Teaching Social Skills...
Allows students to identify common coping skills and helps promotes students ability to regulate emotions
Helps students to better understand and process emotions of themselves or others.
Explicitly imbedding social skills instruction throughout the day allows for universal understanding of expectations and norms.
Overview
Determine a set of expectations and norms for the class.
Identify possible deficits through the use of past experience or current situations
Imbed skill instruction such as collaboration, grit, kindness, respect into instruction
May use things like writing prompts, project based learning, guest speakers, read aloud, activities, videos, etc.

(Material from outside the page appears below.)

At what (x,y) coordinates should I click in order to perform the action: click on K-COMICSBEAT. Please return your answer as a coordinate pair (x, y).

Suggest at least whole class social skill instruction 30 minutes per week
Individual/small group social skill instruction 30 minutes per week as needed in addition
Choose a target behavior that is an area of improvement and responsive to your classroom
Core Components
Appropriate material and skills training material based on individual student need.

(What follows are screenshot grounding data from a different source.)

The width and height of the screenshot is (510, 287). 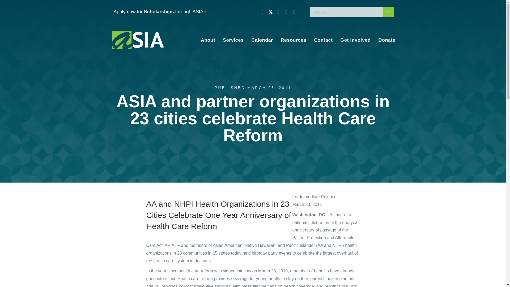 What do you see at coordinates (233, 40) in the screenshot?
I see `Services` at bounding box center [233, 40]. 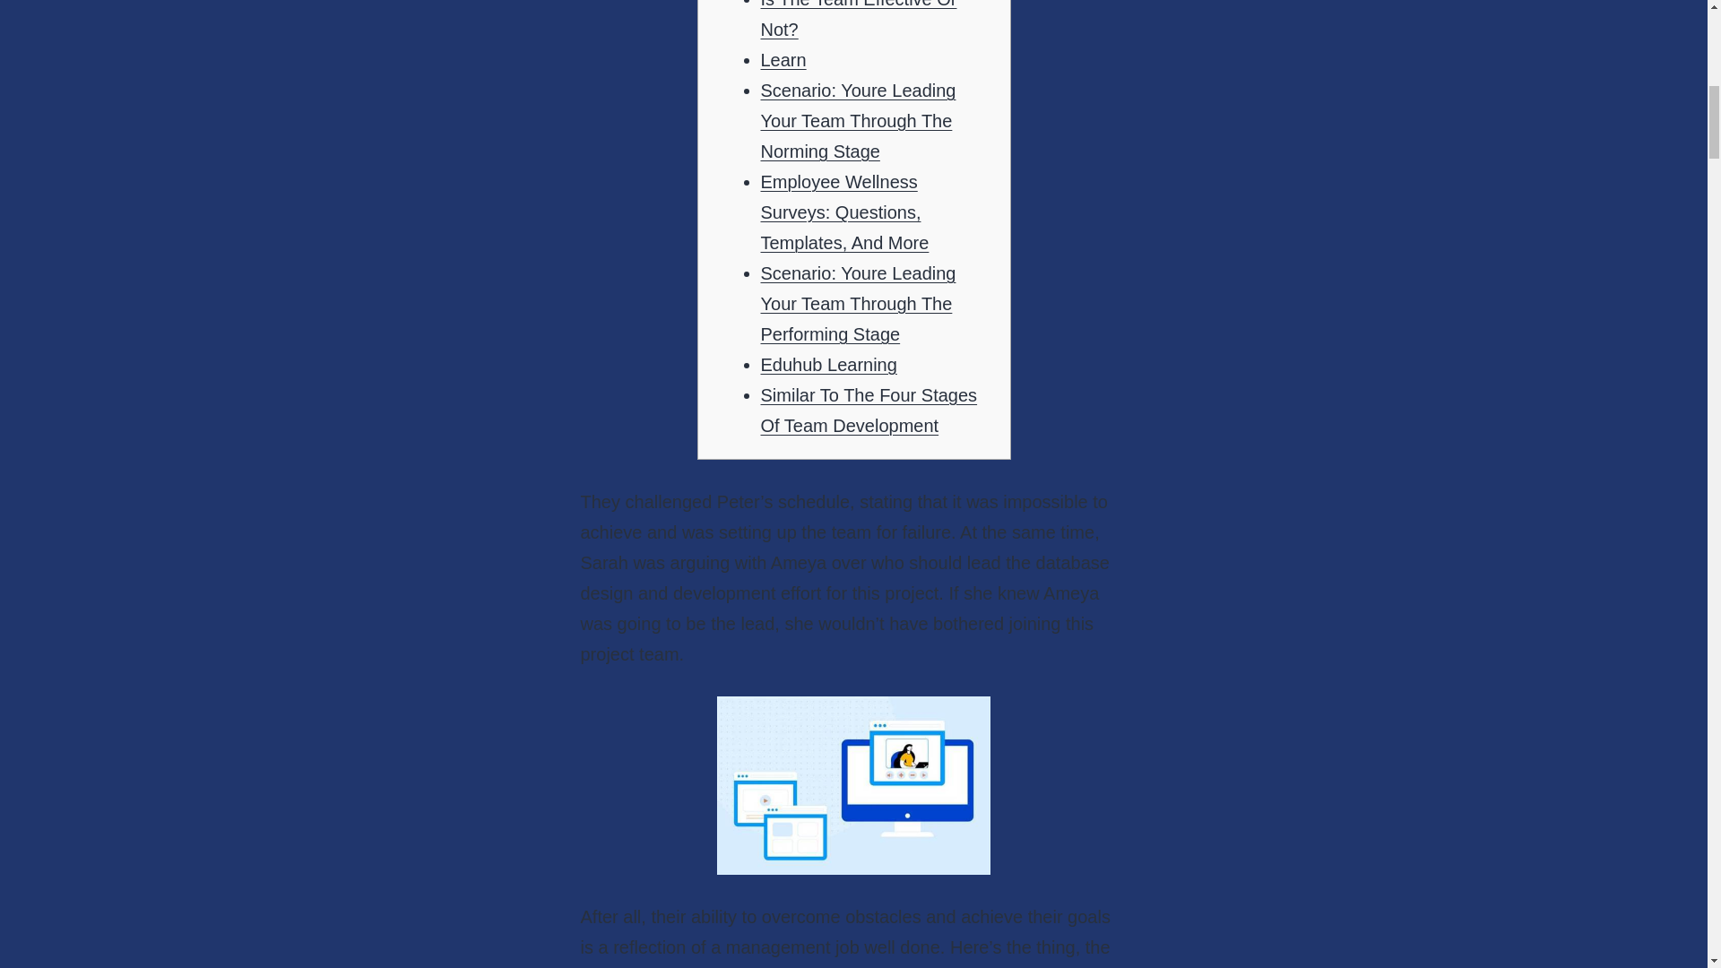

Universal message on skill.
Set time for explicit teaching of skill.
Authentic opportunities to transfer skill taught.
Explicit instruction in target skills
Modeling
Role play opportunities
Teacher feedback
Opportunity for generalization
Proactive Implementation
Social skills instruction may be introduced both explicitly and embedded within daily instruction. Proactively building social skills into the daily schedule allows for common language and skill building among the class before any incidents arise. Proactively discussing key topics on interpersonal skills allow for increased student toolboxes.
Responsive Implementation
Social skills can be responsively taught where a specific situation arises requiring one, some, or all of a classroom to receive instruction on a specific skill. This can be done in an impromptu conference, as a whole group lesson, or other format. The goal is to build awareness and provide the student with the necessary learning to navigate any future experiences.
Connection
If the need is connection interpersonal interactions/relationships should be explicitly taught through the use of scenarios. Embedded instruction may occur with students working together in a collaborative sense and debriefing their experiences.
Skills Training
If the need is skill building, students would receive explicit instruction to build common understanding or aquire the vocabulary neccessary.
Awareness
If the need is awareness then processing is crucial. The student may need specific skills but without an understanding of this need they will fall flat. This can be done through reflection.
Emotional Regulation
If the need is regulation, skills specific to interactions that cause friction should be emphasized. Students should be taught skills on communicating frustrations when working with others.
Consider Factors Prior to Start
Intensifying or Fading During
Student factors-
Gender, race, function, topography, family dynamics, interpersonal relationships
Contextual factors -
Resource availability, classroom instruction, physical space, time, technology
Duration
Frequency
Feedback
Reinforcement
Goals
REMINDER
Make a note to document when you're starting this intervention.
After 10 consecutive school days of implementation, use collected data to determine the intervention's effectiveness.